Tuesday, June 20, 2006

The Alternative 90's

“How do those of us who love rock ‘n’ roll interact with it in real life? We sit on the couch and blast the stuff on the stereo, trying to convince each other that the music we love is something that our friends need in their lives, too, while simultaneously railing against the crap that we brought that turned out to be a hype” –Jim DeRogatis

I am more than halfway through Jim DeRogatis’ Milk It! Collected Musings on the Alternative Music Explosion of the 90’s. I highly recommend this book. It got me thinking about a conversation that K and I had on one of our road trips. I think everyone in our age group who likes music inevitably has to share their like/dislike/indifference towards Nirvana. I am puzzled by what an icon Kurt Cobain has become to some teens today. During the summer of ’91, I had just moved back to the States from Germany. I was waiting tables and watching MTV while I tried to decide if I was going back to college. I was thinking about beauty school until my friend D said to me, “Just what we need, another hairdresser”. I think I saw Nirvana’s Smells Like Teen Spirit video every day, at least three times a day that summer. Because of video saturation and the “I don’t want to be a rock star” image of Kurt Cobain, I never got into the music. I was through because of the media coverage. I told K on this road trip that I was more of a Pearl Jam fan at that time than Nirvana. She was the opposite. For some reason, as much as those two bands probably hated it, they are forever fused together in my mind as if one is the alternative to the other. You have to like one or both, but you have to like one. Anyway, this little anecdote from Milk It! cracked me up.

“One of my best friends, the head sports photographer for the Chicago Sun-Times, recently told a revealing story about Eddie Vedder. A longtime basketball fan who roots for his former home team the Bulls, Vedder had courtside seats for the championship series between Chicago and the Seattle Sonics. At one of these games, Kenny G. played an excruciatingly painful free-jazz version of the national anthem. It seems Kenny had to walk past Eddie on his way back to the sidelines, and Eddie stood there glaring at him the whole time and wielding him both middle fingers”.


Give the number of lines in the records below that hold "Rules"; nothing else is needed.

_INPUT RECORDS_
────────────────────

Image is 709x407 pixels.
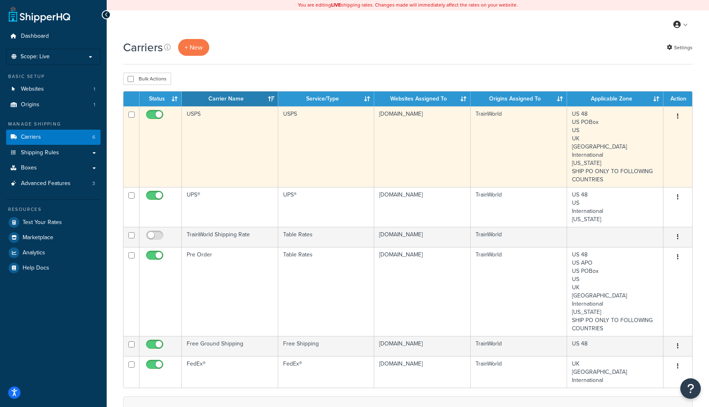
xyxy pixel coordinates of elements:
th: Applicable Zone: activate to sort column ascending [567,91,663,106]
td: USPS [182,106,278,187]
span: Websites [21,86,44,93]
td: TrainWorld [470,187,567,227]
th: Action [663,91,692,106]
td: [DOMAIN_NAME] [374,247,470,336]
a: Boxes [6,160,100,175]
a: Advanced Features 3 [6,176,100,191]
a: Test Your Rates [6,215,100,230]
td: [DOMAIN_NAME] [374,336,470,356]
td: US 48 [567,336,663,356]
td: Free Ground Shipping [182,336,278,356]
td: USPS [278,106,374,187]
td: FedEx® [278,356,374,387]
span: Dashboard [21,33,49,40]
span: Advanced Features [21,180,71,187]
td: Pre Order [182,247,278,336]
button: Open Resource Center [680,378,700,399]
td: [DOMAIN_NAME] [374,356,470,387]
a: Analytics [6,245,100,260]
th: Websites Assigned To: activate to sort column ascending [374,91,470,106]
td: UPS® [182,187,278,227]
td: US 48 US International [US_STATE] [567,187,663,227]
td: TrainWorld Shipping Rate [182,227,278,247]
a: Websites 1 [6,82,100,97]
td: Table Rates [278,227,374,247]
span: Carriers [21,134,41,141]
td: FedEx® [182,356,278,387]
h1: Carriers [123,39,163,55]
td: [DOMAIN_NAME] [374,227,470,247]
td: TrainWorld [470,356,567,387]
span: Scope: Live [21,53,50,60]
li: Websites [6,82,100,97]
span: Shipping Rules [21,149,59,156]
td: Free Shipping [278,336,374,356]
th: Origins Assigned To: activate to sort column ascending [470,91,567,106]
a: Dashboard [6,29,100,44]
span: 3 [92,180,95,187]
a: Marketplace [6,230,100,245]
a: ShipperHQ Home [9,6,70,23]
div: Basic Setup [6,73,100,80]
th: Carrier Name: activate to sort column ascending [182,91,278,106]
li: Origins [6,97,100,112]
td: TrainWorld [470,106,567,187]
a: Carriers 6 [6,130,100,145]
th: Service/Type: activate to sort column ascending [278,91,374,106]
div: Manage Shipping [6,121,100,128]
b: LIVE [331,1,341,9]
span: Boxes [21,164,37,171]
td: US 48 US APO US POBox US UK [GEOGRAPHIC_DATA] International [US_STATE] SHIP PO ONLY TO FOLLOWING ... [567,247,663,336]
td: TrainWorld [470,336,567,356]
a: Origins 1 [6,97,100,112]
span: Origins [21,101,39,108]
td: UK [GEOGRAPHIC_DATA] International [567,356,663,387]
span: Marketplace [23,234,53,241]
td: [DOMAIN_NAME] [374,187,470,227]
td: US 48 US POBox US UK [GEOGRAPHIC_DATA] International [US_STATE] SHIP PO ONLY TO FOLLOWING COUNTRIES [567,106,663,187]
th: Status: activate to sort column ascending [139,91,182,106]
td: Table Rates [278,247,374,336]
a: Help Docs [6,260,100,275]
span: Test Your Rates [23,219,62,226]
td: UPS® [278,187,374,227]
span: 1 [93,86,95,93]
li: Carriers [6,130,100,145]
li: Advanced Features [6,176,100,191]
button: Bulk Actions [123,73,171,85]
span: Help Docs [23,264,49,271]
td: [DOMAIN_NAME] [374,106,470,187]
button: + New [178,39,209,56]
span: 6 [92,134,95,141]
span: Analytics [23,249,45,256]
td: TrainWorld [470,227,567,247]
span: 1 [93,101,95,108]
div: Resources [6,206,100,213]
a: Shipping Rules [6,145,100,160]
a: Settings [666,42,692,53]
td: TrainWorld [470,247,567,336]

────────────────────

_RESULT_
2